Headshot of Maria Ressa.

Maria Ressa answers questions during the launch of her book “How to Stand Up to a Dictator: The Fight for Our Future” in Manila, Philippines, in 2022.

AP Photo/Aaron Favila

Campus & Community

Maria Ressa will speak her troubled mind

5 min read

‘Democracy dies quickly,’ warns Nobel laureate ahead of Commencement, where she hopes to find students committed to protecting it

A collection of stories covering Harvard University’s 373rd Commencement.

Amid the AI boom and relentless attacks on the global information ecosystem, democracy is now at a tipping point, says Maria Ressa, a recipient of the 2021 Nobel Peace Prize and principal speaker for Harvard’s 373rd Commencement on Thursday. 

An investigative journalist and co-founder of Rappler, a digital news outlet based in Manila, Ressa, 60, has long warned of malign actors polluting social media with propaganda and disinformation in service of anti-democratic goals. She built on and amplified this work during her time as a fellow at Harvard Kennedy School’s Shorenstein Center on Media, Politics and Public Policy and Center for Public Leadership in fall 2021.

Speaking to the Gazette, Ressa, a 1986 graduate of Princeton, talked about life after the Nobels, declines in press freedom, and what worries her most about democracy in the U.S. and around the world. The interview has been edited for clarity and length.


How has life changed since you were awarded the Nobel? 

I was allowed to travel. Leading up to that, I had been denied travel four or five times. I think in 2019, I had received 10 arrest warrants. When the Nobel was announced, I had just put in a request for a Harvard fellowship. It was going to be my “This is where I’m staking the battle” moment. The Philippines is not North Korea, and I was trying to give the benefit of the doubt even though my rights had been severely curtailed. Soon after that, I was at Harvard for a month, the Shorenstein Center and the Center for Public Leadership. It was like breathing fresh air. 

The government of Rodrigo Duterte charged you and Rappler with a number of crimes amid aggressive coverage of its policies and actions, including a harsh crackdown on drugs that left thousands dead. Where do those cases stand and how have you been treated under President Ferdinand Marcos Jr.?

By 2020, I had been convicted of cyber libel. There were 10 criminal charges going. Under the Duterte administration, we were in hell. And I would say both in our legal cases, and in our country under Marcos after Duterte, we moved to purgatory. It’s not yet perfect, but we went from hell to purgatory, so yay! [Laughs.] We keep going. The fear has lifted, and we move forward.

Reporters Without Borders’ 2024 Press Freedom Index ranks the U.S. 55th out of 180 countries.

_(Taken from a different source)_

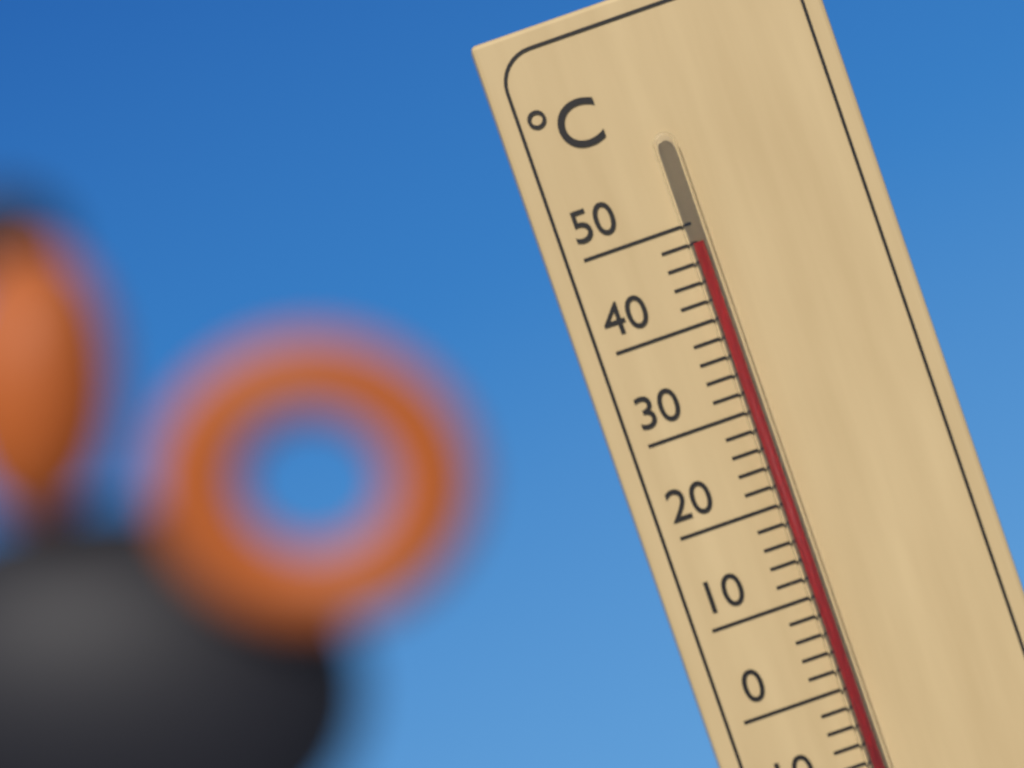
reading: 48 °C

In 2020, the U.S. was 45th. What accounts for that decline and how concerned should we be?

It’s death by 1,000 cuts and it happens fast. Democracy dies quickly. After the election of Duterte in 2016, he began a brutal drug war; fear and violence were used to chill everybody. Within six months, he was able to collapse all the institutions. He became the most powerful man within six months of taking office. Some of that comes from the people he appointed. But beyond that, I call it the three Cs: corrupt, coerce, co-opt. And what’s alarming is that we’re seeing this in the U.S. 

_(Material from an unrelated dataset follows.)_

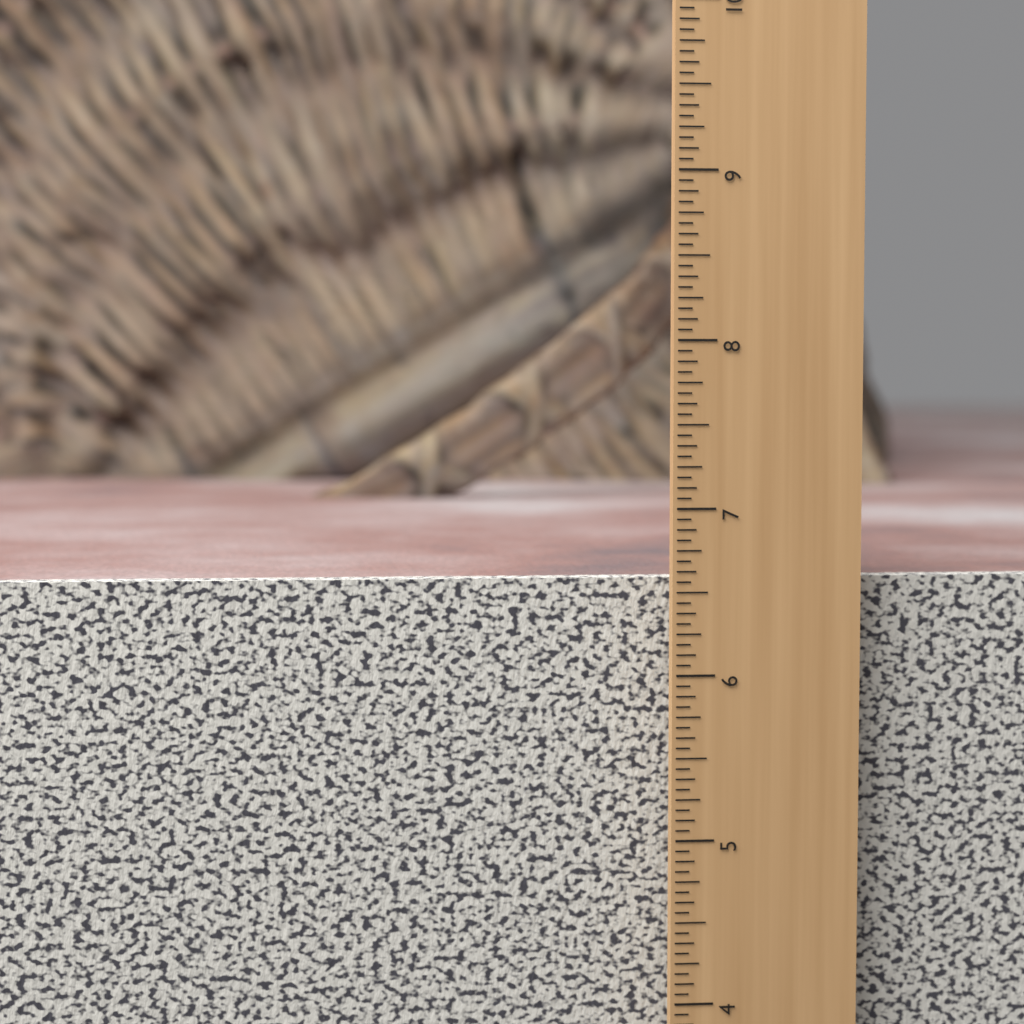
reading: 6.5625 in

Why is this happening? Because we don’t have a shared reality; because trust is completely broken. And that polarization was created by the algorithms of the distribution platforms of news. The very platforms that are supposed to connect us are insidiously manipulating us for profit. 

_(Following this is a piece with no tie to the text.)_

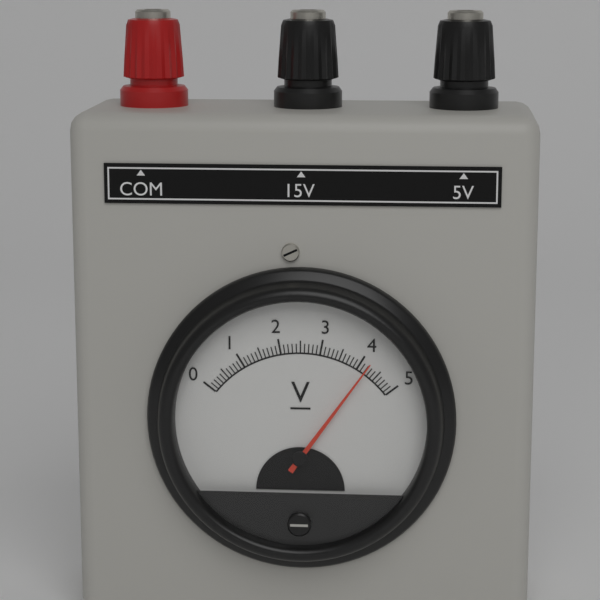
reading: 4.2 V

This is the challenge for the class of 2024. This is a class that has been used to having their world blown up, in a way. They’re living through new times. They know it’s not business as usual. I think that is both an opportunity and danger. Because we’re going to have the struggle with independent thought, with building communities of action, moving away from the internet, the virtual world, into a world where we’re going to have to redefine what civic engagement is. We’re going to have to move beyond what we’ve done. We’re going to have to accept that a lot of what we used to think is gone and we’re going to have to build better. And we’re going to have to trust. It is all about trust. 

Sixty-five countries, including the U.S. and members of the EU, will hold national elections this year. The results will potentially affect more than 4 billion people. Many experts are calling 2024 a make-or-break year for democracy. Do you share that view? 

Power and money are determining what your reality is. Information operations are easy and will become industrial-grade. Right now, the fracture lines of society in the U.S. are immigration, like in Europe and other parts of the world; Hamas/Israel; and race. The goal isn’t to make you believe one thing. The goal is to make you disbelieve everything, to make you doubt everything, to make you distrust everything, because if you do, then you don’t do anything. And that, to me, is the ultimate danger. This is corrosive. It’s like termites eating wood and before you know it, you just step and fall through. That’s what I’m worried about.

Do you see any signs for hope

This is the bleakest I’ve felt, in so many ways. I feel like it is a far harder world than when we were fighting Duterte. This is part of the reason I said yes to this speech. I want to see the Class of 2024, your future leaders. What do they want? Where will they go? 

This is the tipping-point year. I don’t know if we’ll make it. It will be close.